2012

First Hit: Visual effects are the real story here which provide an interesting view of what might happen during a cataclysmic world event.

There are lots of things that get mixed up and are inaccurate in this film, like cell phones still working in India and the US when half the world is underwater, but for the most part the film is a fun ride of close calls.

John Cusack plays Jackson Curtis a writer, father and divorced limo driver who inadvertently comes across the US Government testing for the problems in the Earth’s core and crust while camping with his kids in Yosemite National Park.

While in Yosemite, he runs across a roving and raging independent radio broadcast reporter named Charlie Frost (played wonderfully by Woody Harrelson) who begins to convince him that there is a huge problem with the Earth and that the government is hiding it from everyone.

Another of the film’s stories is of a Geologist Adrian Helmsley (played by Chiwetel Ejiofor) who is working with a scientist in India who discovered that the core is heating up so fast that the world will end in a short period of time.

Helmsley speaks with the President who speaks with the other leaders of the world and they decide to create “Arks” to save a part of the human race along with its animals. Of course they don’t tell the populous, but offer up openings on the Arks to those who have the most money.

Meanwhile Jackson figures out that Frost’s ravings are correct that decides to save his children, divorced wife and her current husband. This begins the effects part of the film where there are more buildings falling, waves crashing, and cracks opening up in the Earth than one can ever imagine.

From this point on, the film is a roller coaster ride and it is fun to watch.

Roland Emmerich does a good job of giving us all sorts of fun effects; although some of them not very realistic, like driving through a falling building or flying between the minimal spaces between two buildings falling into each other. However, if one lets go of the accuracies and probabilities, then it is a fun rollick of a movie. Cusack mugs his way through being distraught and brave. I loved the kids Noah and Lily (played by Liam James and Morgan Lily respectively) doing their part to create a glue between the divorced parents in this traumatic situation. Ejiofor was solid as the Geologist as was Danny Glover as the President and Thandie Newton as the President’s daughter.

Overall: Not a great film for dialogue or content but fun to watch for the visual effects.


● Task to carry out: Read the records beneath this task and copy every line that contains the string "arrowhead".
━━━ Records for this task
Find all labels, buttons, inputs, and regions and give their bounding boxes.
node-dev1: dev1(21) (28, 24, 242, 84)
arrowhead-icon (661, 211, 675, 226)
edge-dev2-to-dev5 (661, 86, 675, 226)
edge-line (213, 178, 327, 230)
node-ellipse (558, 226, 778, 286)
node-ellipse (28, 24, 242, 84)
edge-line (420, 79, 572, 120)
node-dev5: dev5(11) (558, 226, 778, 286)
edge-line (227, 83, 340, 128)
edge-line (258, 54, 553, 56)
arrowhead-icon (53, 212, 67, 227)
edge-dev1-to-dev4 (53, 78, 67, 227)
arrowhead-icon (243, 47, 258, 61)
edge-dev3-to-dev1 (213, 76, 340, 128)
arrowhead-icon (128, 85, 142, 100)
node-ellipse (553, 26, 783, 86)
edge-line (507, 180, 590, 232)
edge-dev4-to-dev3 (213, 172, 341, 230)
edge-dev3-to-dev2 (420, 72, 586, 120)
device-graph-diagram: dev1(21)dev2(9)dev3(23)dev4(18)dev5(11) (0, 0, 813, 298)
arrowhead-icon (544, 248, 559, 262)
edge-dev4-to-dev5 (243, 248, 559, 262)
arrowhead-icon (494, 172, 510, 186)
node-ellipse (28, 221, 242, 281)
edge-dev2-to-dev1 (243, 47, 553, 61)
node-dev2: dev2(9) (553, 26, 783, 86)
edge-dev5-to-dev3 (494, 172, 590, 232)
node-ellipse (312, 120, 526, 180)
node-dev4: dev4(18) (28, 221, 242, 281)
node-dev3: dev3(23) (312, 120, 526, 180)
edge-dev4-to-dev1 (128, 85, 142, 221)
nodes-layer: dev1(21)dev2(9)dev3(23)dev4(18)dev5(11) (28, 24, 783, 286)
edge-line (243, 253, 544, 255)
━━━━━━
━━━ Records for this task
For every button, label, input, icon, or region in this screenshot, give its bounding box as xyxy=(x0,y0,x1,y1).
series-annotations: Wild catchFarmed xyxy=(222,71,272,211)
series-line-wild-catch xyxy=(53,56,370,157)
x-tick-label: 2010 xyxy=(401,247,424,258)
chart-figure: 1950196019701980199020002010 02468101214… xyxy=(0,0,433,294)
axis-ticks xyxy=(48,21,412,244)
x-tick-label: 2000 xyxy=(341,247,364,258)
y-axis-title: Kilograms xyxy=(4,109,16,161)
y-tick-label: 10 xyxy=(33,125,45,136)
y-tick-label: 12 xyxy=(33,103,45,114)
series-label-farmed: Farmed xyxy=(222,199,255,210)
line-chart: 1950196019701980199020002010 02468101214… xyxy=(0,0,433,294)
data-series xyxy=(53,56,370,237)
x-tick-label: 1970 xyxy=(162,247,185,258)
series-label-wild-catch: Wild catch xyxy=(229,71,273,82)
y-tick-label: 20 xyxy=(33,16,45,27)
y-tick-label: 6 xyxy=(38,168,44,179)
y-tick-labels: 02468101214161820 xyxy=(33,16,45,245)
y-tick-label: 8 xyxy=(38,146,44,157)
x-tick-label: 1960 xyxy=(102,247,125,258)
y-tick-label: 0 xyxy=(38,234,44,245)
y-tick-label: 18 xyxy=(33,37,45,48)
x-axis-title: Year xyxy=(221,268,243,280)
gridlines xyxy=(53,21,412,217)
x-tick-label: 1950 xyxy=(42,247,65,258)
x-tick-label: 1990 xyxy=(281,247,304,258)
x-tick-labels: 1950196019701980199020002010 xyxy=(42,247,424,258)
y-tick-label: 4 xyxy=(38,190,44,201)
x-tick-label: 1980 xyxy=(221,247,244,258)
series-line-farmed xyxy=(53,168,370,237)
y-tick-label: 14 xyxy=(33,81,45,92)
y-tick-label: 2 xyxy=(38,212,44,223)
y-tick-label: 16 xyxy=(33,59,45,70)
━━━━━━
● Solution to this problem:
arrowhead-icon (661, 211, 675, 226)
arrowhead-icon (53, 212, 67, 227)
arrowhead-icon (243, 47, 258, 61)
arrowhead-icon (128, 85, 142, 100)
arrowhead-icon (544, 248, 559, 262)
arrowhead-icon (494, 172, 510, 186)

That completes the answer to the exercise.